ESR student and Raysville Friends pastor Michael Sherman offers a reflection on Peter
Rollins’ new book, The Idolatry of God. Rollins will be on campus at ESR as the keynote speaker for our annual Willson Lectures on April 8.
A friend of mine posted a comment on Facebook the day after
the shootings at Sandy Hook a month ago.
“The tragedy that happened yesterday has solidified my disbelief in an
all knowing and all powerful entity. Either
your god isn't all-powerful and couldn't stop it or he is and sat idle while
they screamed, probably for him. Either
way, I am firmer than ever.”
My
friend went on to ask: “so, Biblically we are taught to believe that there was
a divine plan that even though god could save the day and end the crucifixion
at any point, that in order to fulfill the prophecy and save our souls that
Christ had to die?” This concept of God
is fairly prevalent in mainstream Christianity.
It is, however, an idolatry of God.
It is a creation of an idea of God which isn’t true. God’s presence or the acceptance of Christ
into one’s heart does not change our reality.
We still suffer pain and loss.
God is not some talisman we can claim forcing all our enemies and
travails to lay down before us. An all-powerful,
all-loving God is a beautiful picture but those terms and our understanding of
them are laced with our human understanding of powerful and loving. Personally I'm not ready to drop 'all
powerful' but I wonder if God's all powerful is different than our
understanding or wish for God's power. It’s nice to have logical, reasoned answers
but sometimes there are none for us to have, sometimes there is only mystery.
Peter
Rollins’ new book The Idolatry of God; Breaking Our Addiction to Certainty and Satisfaction speaks directly to
this topic. Rollins has written and
spoken about many of these ideas before.
In this book he ties many of his previous thoughts from his other books Insurrection and How to (Not) Speak of God together building a framework and
foundation for moving faith forward.
The
starting point is Rollins’ definition of ‘Original Sin’ and its entanglement
with the Law and subsequent construction of various idols. He places the origin of sin in the moment as
infants when the ego begins to form.
Initially an infant has no boundaries.
It is essentially, by perception, one with the world. At some point a realization grows,
identifying itself and the other. It is
a picture of separation. Once separation
is realized and we feel something is missing the awareness that something is
lacking builds. It is this perception of
lack and our pursuit to fill a void that is not really there which is ‘Original
Sin’.
In
the next move Rollins demonstrates the Christian Church’s use of the pursuit of
God/Christ as the fulfillment of our lacking.
If you just had this one thing you’d be better - it will fix all your
problems. In using God/Christ the church
never addresses the problem of our perceived lacking; it uses and preys upon
our sin to sell itself, thus creating an idol of God/Christ. If we just did all this Christian stuff
better or prayed more or read more Scriptures then…but all of that falls
apart. There is no amount of prayer or
reading which can bring us closer to a God who is already at hand. The truth is there is no separation. Jesus says “The Kingdom of God is at hand”,
right here at our fingertips. We cannot
move ourselves to reach it, because it is already here.
Rollins
closes his counter observation of the crucifixion with this statement:
The Crucifixion bears witness to a form
of life that is free from our obsessive drive for the Idol, a form of life
which our zombie nature (unthinking all consuming drive) is cured. For to lose the Idol means to be freed from
that drive that prevents us from fully embracing our life and taking pleasure
in it. It means giving up our desire for
ultimate satisfaction and then, in that act, discovering a deeper, more
beautiful satisfaction, one that is not constantly deferred but that can be
grasped here and now. Not one that
promises to make us whole and remove our suffering but one that promises joy in
the midst of our brokenness and new life in the very embrace of our pain (97).
Rollins’
understanding of the Crucifixion isn’t comfortable or comforting, but it is
definitely freeing for both us and God. It allows us to be honest. It is this honesty which is at the heart of
Jesus’ statement in the Sermon on the Mount:
For I tell you, unless your righteousness surpasses that of the scribes
and Pharisees, you will never enter the kingdom of heaven (Matt 5:20, HCSB). The scribes and Pharisees were slaves to
perception. The picture they illustrated
did not match the truth of their hearts.
Jesus wasn’t calling the disciples to be more ‘Law’ abiding than the
scribes and Pharisees, but to be more honest about who they are and the truth
of their hearts sharing both triumph and struggle.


#### PROMPT:
Whenever a line of the data below holds the string "Residential", copy that line.

#### TASK DATA:
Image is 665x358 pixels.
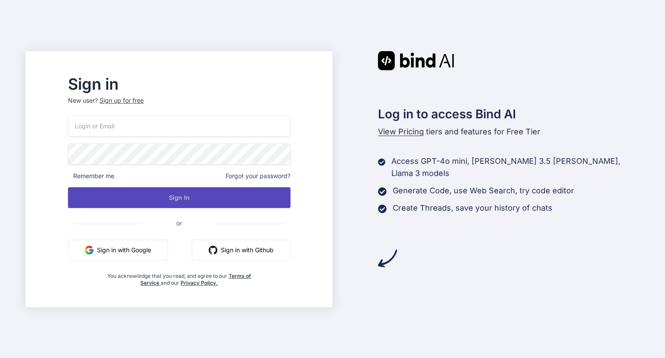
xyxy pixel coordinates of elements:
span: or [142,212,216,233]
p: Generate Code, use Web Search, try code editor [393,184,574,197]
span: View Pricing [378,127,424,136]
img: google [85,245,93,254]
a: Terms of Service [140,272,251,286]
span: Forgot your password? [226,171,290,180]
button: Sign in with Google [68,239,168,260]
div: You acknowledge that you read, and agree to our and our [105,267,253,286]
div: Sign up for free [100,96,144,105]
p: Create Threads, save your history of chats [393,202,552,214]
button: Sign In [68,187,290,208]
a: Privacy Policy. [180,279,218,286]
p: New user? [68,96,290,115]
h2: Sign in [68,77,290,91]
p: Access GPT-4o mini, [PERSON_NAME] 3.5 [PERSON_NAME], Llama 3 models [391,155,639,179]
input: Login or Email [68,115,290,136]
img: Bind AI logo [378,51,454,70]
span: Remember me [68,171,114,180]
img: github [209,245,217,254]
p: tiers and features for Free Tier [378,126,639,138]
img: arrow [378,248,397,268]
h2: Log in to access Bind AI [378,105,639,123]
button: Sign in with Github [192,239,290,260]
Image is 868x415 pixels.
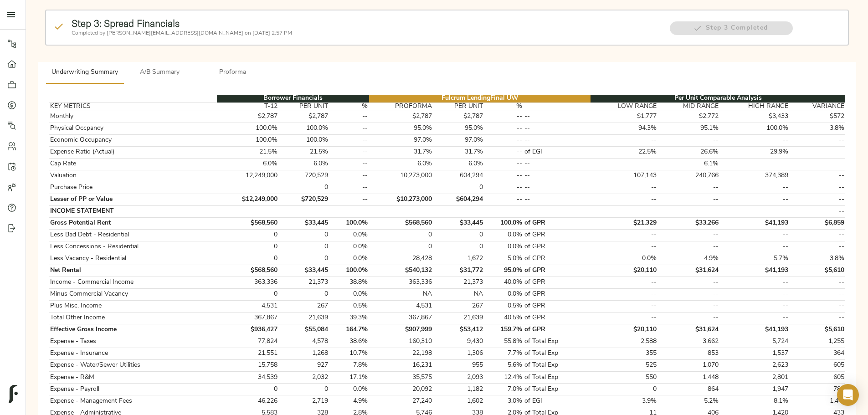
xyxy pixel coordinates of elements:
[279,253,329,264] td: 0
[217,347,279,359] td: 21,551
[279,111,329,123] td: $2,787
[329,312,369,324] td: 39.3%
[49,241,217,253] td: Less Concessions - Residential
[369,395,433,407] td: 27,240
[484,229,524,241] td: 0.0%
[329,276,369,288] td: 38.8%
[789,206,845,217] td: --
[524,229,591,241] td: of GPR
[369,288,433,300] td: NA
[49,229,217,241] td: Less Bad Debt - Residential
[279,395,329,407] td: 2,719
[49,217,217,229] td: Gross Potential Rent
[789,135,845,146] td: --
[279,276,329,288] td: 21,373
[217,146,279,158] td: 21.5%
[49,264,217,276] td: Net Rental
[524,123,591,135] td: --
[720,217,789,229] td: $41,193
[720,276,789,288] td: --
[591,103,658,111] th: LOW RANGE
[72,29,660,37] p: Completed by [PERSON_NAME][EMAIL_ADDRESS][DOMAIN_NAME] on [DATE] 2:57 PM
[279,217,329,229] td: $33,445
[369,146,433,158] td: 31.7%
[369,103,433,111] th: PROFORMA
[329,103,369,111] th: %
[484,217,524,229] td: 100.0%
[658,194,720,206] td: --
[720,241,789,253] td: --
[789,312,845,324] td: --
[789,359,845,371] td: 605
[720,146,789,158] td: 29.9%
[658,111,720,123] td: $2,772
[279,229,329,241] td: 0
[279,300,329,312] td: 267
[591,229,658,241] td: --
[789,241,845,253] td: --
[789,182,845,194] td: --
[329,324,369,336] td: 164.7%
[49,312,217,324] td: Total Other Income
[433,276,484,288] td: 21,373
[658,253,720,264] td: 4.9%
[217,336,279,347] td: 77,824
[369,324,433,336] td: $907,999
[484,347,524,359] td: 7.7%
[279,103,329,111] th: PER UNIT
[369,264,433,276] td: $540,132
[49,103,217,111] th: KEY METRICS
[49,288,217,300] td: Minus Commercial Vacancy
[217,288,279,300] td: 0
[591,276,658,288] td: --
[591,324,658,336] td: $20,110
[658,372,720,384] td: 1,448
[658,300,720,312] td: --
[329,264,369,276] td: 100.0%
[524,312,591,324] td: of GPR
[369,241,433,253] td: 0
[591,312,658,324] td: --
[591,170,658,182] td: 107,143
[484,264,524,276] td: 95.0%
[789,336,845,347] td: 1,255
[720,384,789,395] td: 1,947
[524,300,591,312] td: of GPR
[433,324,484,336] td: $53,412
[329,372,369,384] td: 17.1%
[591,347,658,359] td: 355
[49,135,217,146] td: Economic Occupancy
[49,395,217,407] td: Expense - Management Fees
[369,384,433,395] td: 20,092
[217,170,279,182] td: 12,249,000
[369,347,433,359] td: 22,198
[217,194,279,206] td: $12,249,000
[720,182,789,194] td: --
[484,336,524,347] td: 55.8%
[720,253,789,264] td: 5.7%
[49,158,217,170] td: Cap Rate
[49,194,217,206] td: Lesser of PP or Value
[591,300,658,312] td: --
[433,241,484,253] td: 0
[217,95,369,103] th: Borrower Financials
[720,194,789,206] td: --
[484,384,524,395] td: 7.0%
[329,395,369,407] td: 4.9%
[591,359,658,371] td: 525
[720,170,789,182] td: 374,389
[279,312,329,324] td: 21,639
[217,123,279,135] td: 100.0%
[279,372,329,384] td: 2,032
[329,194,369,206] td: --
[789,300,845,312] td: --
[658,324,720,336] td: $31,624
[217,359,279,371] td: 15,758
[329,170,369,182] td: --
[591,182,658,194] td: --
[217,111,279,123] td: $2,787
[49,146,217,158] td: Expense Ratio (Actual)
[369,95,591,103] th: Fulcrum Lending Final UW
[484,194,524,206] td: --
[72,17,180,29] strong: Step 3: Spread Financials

#### WRITTEN ANSWER:
[49,241,217,253] td: Less Concessions - Residential
[49,229,217,241] td: Less Bad Debt - Residential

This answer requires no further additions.